Handsome Family
+ Daniel Knox
Friday 13 May : 8pm
£12.00 adv : £14.00 door
Over the last two decades New Mexico based husband and wife duo Brett and Rennie Sparks (aka The Handsome Family) have recorded a series of albums that has established them as one of America’s finest songwriting partnerships and has seen them hailed as “country music’s answer to the White Stripes” and by Greil Marcus as “the Beatles of the folk world”.
Until relatively recently this married couple of twenty years were a well kept secret but a punishing tour schedule and word of mouth has meant sell-out concerts across the UK and Europe, extensive coverage in the national press, the patronage of Ringo Starr on USA chat shows, and high profile appearances on top rated BBC TV and radio that include The Culture Show on BBC 2, The Jonathan Ross Show, Andy Kershaw’s award winning world music program for Radio 3 and Later With Jools Holland.
More recently they appeared in Jim White’s Searching For The Wrong Eyed Jesus – an award winning Deep South travelogue for Arena that found them discussing in the back of a car (as only Brett and Rennie could) the meaning of faith and spirituality, and performing When That Helicopter Comes in the middle of a swamp.
In addition the band have had songs covered by artists such as Andrew Bird (The Giant Of Illinois) Cerys Matthews (Weightless Again) and Christy Moore (So Much Wine/Peace In The Valley) and joined the likes of Nick Cave, Rufus Wainwright and Linda Thompson for Hal Willner’s Came So Far For Beauty – a musical celebration of the songs of Leonard Cohen that has so far been performed in Brighton, to over ten thousand people in Dublin, NYC, and for three sell-out nights at the Sydney Opera House. They have also appeared in I’m Your Man – a feature documentary examining the work of Cohen and cropped up in several works of fiction and appeared on The Oyster Band’s The Big Session live project – winner of ‘best group’ in Radio 2′s 2005 Folk Awards.
New album Honey Moon (their eighth) is a collection of love songs written in celebration of their twentieth wedding anniversary but as this is the Handsome Family it’ll be a collection of love songs like no other before. It’s out now on Loose Music.
What The Papers Say
“they imply the wild things at civilization’s edge – brilliant!” – Mojo
“songs of weirdness and wonder, set in a half wild, half urban, entirely mysterious place” – The Guardian
“beautifully eerie – a wonderful album” – Daily Telegraph
“words that in their everyday surrealism have no parallel in contemporary writing…it’s music that mines the deep veins of fatalism in the Appalachian voice” – Greil Marcus – Granta
“music that moves forward by turning the clock back – haunting, primal and strangely heroic” – The Times
This is the UK debut for David Lynch and Jarvis Cocker collaborator, Daniel Knox.
With comparisons being made to songwriters such as Randy Newman, Richard Swift and Antony Hegarty, Chicago-based Knox – who has already shared a stage with the likes of Damon Albarn and Rufus Wainwright at the Barbican’s Plague Songs event - is fast living up to the Evening Standard’s proclamation that he’s “a name to watch”.
Daniel Knox
On Evryman for Himself, Knox’s latest album and first on La Société Expéditionnaire, the songwriter reveals a melancholic, often haunting collection of songs that are as elaborate and unusual as the settings where the songwriter first honed his craft. The album is more reminiscent of stalwarts like Cole Porter and Maurice Chevalier than most modern artists, but retains a rebellious spirit akin to artists like Randy Newman, Antony, and songwriters such as Nick Cave. It’s big music with a minimalist flourish, words that seem unrelated until you give it a listen. Some of the songs lure, some lilt and jeer, but all are stamped with his contagious melodies and preoccupation with styles of the 1920’s – a peculiar package for his lyrical jabs and barbs. A Harold Arlen for the darker set, he bellows tales of disillusionment, obsession, and criminal intent. Knox is a rogue at the piano, crooning, sneering and shouting so that his cast of characters may speak.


*Assigned task*: Your answer should consist of every line in the records that holds "ylabel".

╭─ Records shown

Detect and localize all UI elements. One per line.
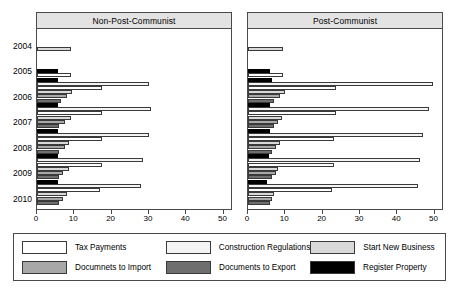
plot-area-left xyxy=(36,29,232,210)
year-group-2009 xyxy=(37,157,231,183)
panel-title-left: Non-Post-Communist xyxy=(92,16,175,26)
legend-swatch-documents-to-export xyxy=(166,261,211,274)
year-group-2005 xyxy=(37,55,231,81)
year-group-2010 xyxy=(248,182,442,208)
year-group-2006 xyxy=(37,80,231,106)
legend-label-documents-to-export: Documents to Export xyxy=(219,263,295,272)
year-group-2008 xyxy=(37,131,231,157)
x-ticklabel-20: 20 xyxy=(317,214,326,223)
legend-item-start-new-business: Start New Business xyxy=(310,239,445,255)
year-group-2010 xyxy=(37,182,231,208)
bar-2009-exp xyxy=(37,175,59,179)
legend-label-construction-regulations: Construction Regulations xyxy=(219,243,310,252)
year-group-2007 xyxy=(37,106,231,132)
panel-title-right: Post-Communist xyxy=(313,16,377,26)
x-ticklabel-10: 10 xyxy=(69,214,78,223)
legend-row-1: Tax Payments Construction Regulations St… xyxy=(14,239,445,255)
bar-2005-tax xyxy=(37,73,71,77)
year-label-2010: 2010 xyxy=(0,194,32,204)
panel-non-post-communist: Non-Post-Communist xyxy=(36,12,232,210)
year-group-2009 xyxy=(248,157,442,183)
x-ticklabel-40: 40 xyxy=(392,214,401,223)
year-label-2005: 2005 xyxy=(0,66,32,76)
year-label-2007: 2007 xyxy=(0,117,32,127)
legend-item-documents-to-import: Documnets to Import xyxy=(14,259,166,275)
year-group-2006 xyxy=(248,80,442,106)
legend-swatch-construction-regulations xyxy=(166,241,211,254)
legend-swatch-register-property xyxy=(310,261,355,274)
legend-item-tax-payments: Tax Payments xyxy=(14,239,166,255)
legend-item-register-property: Register Property xyxy=(310,259,445,275)
legend-row-2: Documnets to Import Documents to Export … xyxy=(14,259,445,275)
bar-2004-start xyxy=(37,47,71,51)
year-group-2004 xyxy=(248,29,442,55)
x-ticklabel-10: 10 xyxy=(280,214,289,223)
year-group-2008 xyxy=(248,131,442,157)
legend-label-documents-to-import: Documnets to Import xyxy=(75,263,151,272)
year-group-2007 xyxy=(248,106,442,132)
panel-strip-left: Non-Post-Communist xyxy=(36,12,232,29)
panel-post-communist: Post-Communist xyxy=(247,12,443,210)
chart-legend: Tax Payments Construction Regulations St… xyxy=(13,233,446,281)
year-label-2008: 2008 xyxy=(0,143,32,153)
plot-area-right xyxy=(247,29,443,210)
legend-swatch-documents-to-import xyxy=(22,261,67,274)
bar-2008-exp xyxy=(248,150,272,154)
x-ticklabel-0: 0 xyxy=(34,214,38,223)
bar-2010-exp xyxy=(248,201,270,205)
bar-2006-exp xyxy=(248,99,274,103)
bar-2007-exp xyxy=(248,124,274,128)
legend-label-tax-payments: Tax Payments xyxy=(75,243,126,252)
legend-label-register-property: Register Property xyxy=(363,263,427,272)
bar-2007-exp xyxy=(37,124,59,128)
bar-2009-exp xyxy=(248,175,272,179)
year-label-2006: 2006 xyxy=(0,92,32,102)
legend-swatch-tax-payments xyxy=(22,241,67,254)
legend-label-start-new-business: Start New Business xyxy=(363,243,434,252)
year-group-2004 xyxy=(37,29,231,55)
year-group-2005 xyxy=(248,55,442,81)
x-ticklabel-40: 40 xyxy=(181,214,190,223)
x-ticklabel-30: 30 xyxy=(354,214,363,223)
bar-2010-exp xyxy=(37,201,59,205)
bar-2008-exp xyxy=(37,150,59,154)
legend-swatch-start-new-business xyxy=(310,241,355,254)
x-axis-left: 01020304050 xyxy=(36,210,232,226)
year-label-2009: 2009 xyxy=(0,168,32,178)
bar-2006-exp xyxy=(37,99,61,103)
x-ticklabel-20: 20 xyxy=(106,214,115,223)
x-ticklabel-50: 50 xyxy=(429,214,438,223)
bar-2005-tax xyxy=(248,73,283,77)
x-axis-right: 01020304050 xyxy=(247,210,443,226)
year-label-2004: 2004 xyxy=(0,41,32,51)
chart-figure: 2004200520062007200820092010 Non-Post-Co… xyxy=(0,0,459,293)
bar-2004-start xyxy=(248,47,283,51)
x-ticklabel-0: 0 xyxy=(245,214,249,223)
panel-strip-right: Post-Communist xyxy=(247,12,443,29)
legend-item-construction-regulations: Construction Regulations xyxy=(166,239,310,255)
x-ticklabel-50: 50 xyxy=(218,214,227,223)
legend-item-documents-to-export: Documents to Export xyxy=(166,259,310,275)
x-ticklabel-30: 30 xyxy=(143,214,152,223)
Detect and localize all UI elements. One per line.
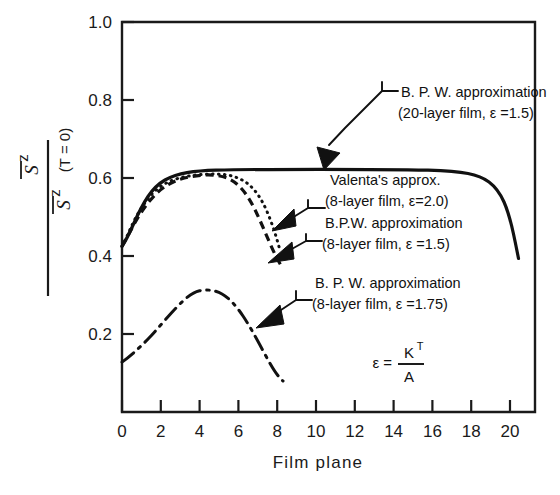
x-axis-tick-labels: 0 2 4 6 8 10 12 14 16 18 20 — [117, 422, 519, 441]
x-tick-label-2: 4 — [195, 422, 204, 441]
ylabel-numerator-symbol: S — [21, 165, 42, 175]
y-axis-tick-labels: 1.0 0.8 0.6 0.4 0.2 — [88, 13, 112, 344]
annotation-1-line-1: B. P. W. approximation — [401, 84, 547, 100]
annotation-1-line-2: (20-layer film, ε =1.5) — [398, 105, 534, 121]
annotation-3-line-1: B.P.W. approximation — [325, 215, 463, 231]
x-tick-label-8: 16 — [423, 422, 442, 441]
x-tick-label-3: 6 — [234, 422, 243, 441]
x-tick-label-10: 20 — [501, 422, 520, 441]
x-tick-label-7: 14 — [384, 422, 403, 441]
formula-numerator-sup: T — [417, 340, 424, 352]
y-tick-label-4: 0.2 — [88, 325, 112, 344]
annotation-2-line-1: Valenta's approx. — [330, 172, 441, 188]
x-tick-label-4: 8 — [272, 422, 281, 441]
formula-numerator: K — [404, 344, 414, 361]
ylabel-numerator: S z — [14, 154, 42, 179]
x-tick-label-9: 18 — [462, 422, 481, 441]
annotation-4-line-2: (8-layer film, ε =1.75) — [312, 296, 448, 312]
ylabel-denominator: S z (T = 0) — [46, 128, 74, 214]
x-tick-label-5: 10 — [307, 422, 326, 441]
x-tick-label-6: 12 — [345, 422, 364, 441]
annotation-2-line-2: (8-layer film, ε=2.0) — [325, 193, 449, 209]
x-tick-label-1: 2 — [156, 422, 165, 441]
figure-container: 1.0 0.8 0.6 0.4 0.2 0 2 4 6 8 1 — [0, 0, 560, 495]
ylabel-denominator-arg: (T = 0) — [56, 128, 73, 172]
ylabel-denominator-sup: z — [46, 189, 63, 197]
y-tick-label-0: 1.0 — [88, 13, 112, 32]
y-tick-label-1: 0.8 — [88, 91, 112, 110]
y-tick-label-2: 0.6 — [88, 169, 112, 188]
formula-denominator: A — [404, 368, 414, 385]
ylabel-denominator-symbol: S — [53, 200, 74, 210]
y-tick-label-3: 0.4 — [88, 247, 112, 266]
chart-svg: 1.0 0.8 0.6 0.4 0.2 0 2 4 6 8 1 — [0, 0, 560, 495]
formula-lhs: ε = — [372, 354, 392, 371]
annotation-3-line-2: (8-layer film, ε =1.5) — [322, 236, 450, 252]
y-axis-title: S z S z (T = 0) — [14, 128, 74, 296]
x-axis-title: Film plane — [273, 453, 363, 472]
ylabel-numerator-sup: z — [14, 154, 31, 162]
x-tick-label-0: 0 — [117, 422, 126, 441]
annotation-4-line-1: B. P. W. approximation — [315, 275, 461, 291]
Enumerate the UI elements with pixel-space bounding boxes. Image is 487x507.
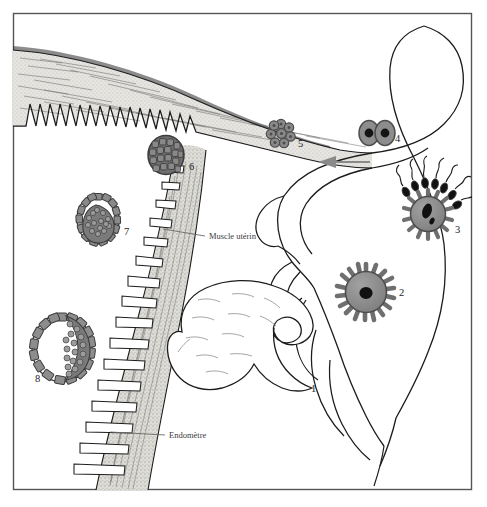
fertilization-diagram: Muscle utérin Endomètre 1 2 3 4 5 6 7 8: [0, 0, 487, 507]
stage-number-2: 2: [399, 287, 404, 298]
annotation-label: Muscle utérin: [209, 231, 257, 241]
late-morula-stage-6: [148, 136, 184, 175]
stage-number-5: 5: [298, 138, 303, 149]
stage-number-1: 1: [311, 383, 316, 394]
blastocyst-stage-7: [76, 193, 121, 247]
stage-number-6: 6: [189, 161, 194, 172]
stage-number-7: 7: [124, 226, 129, 237]
stage-number-3: 3: [455, 224, 460, 235]
stage-number-8: 8: [35, 373, 40, 384]
annotation-label: Endomètre: [169, 430, 207, 440]
two-cell-embryo-stage-4: [359, 121, 395, 146]
oocyte-nucleus: [359, 287, 372, 299]
stage-number-4: 4: [395, 133, 401, 144]
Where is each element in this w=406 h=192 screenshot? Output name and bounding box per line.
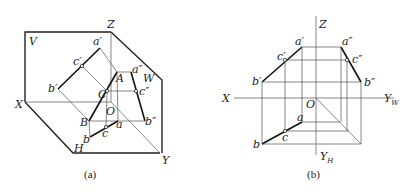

╰─

*Response to the task*:
ylabel-numerator-symbol: S — [21, 165, 42, 175]
ylabel-numerator: S z — [14, 154, 42, 179]
ylabel-denominator: S z (T = 0) — [46, 128, 74, 214]
ylabel-denominator-arg: (T = 0) — [56, 128, 73, 172]
ylabel-denominator-sup: z — [46, 189, 63, 197]
ylabel-denominator-symbol: S — [53, 200, 74, 210]
ylabel-numerator-sup: z — [14, 154, 31, 162]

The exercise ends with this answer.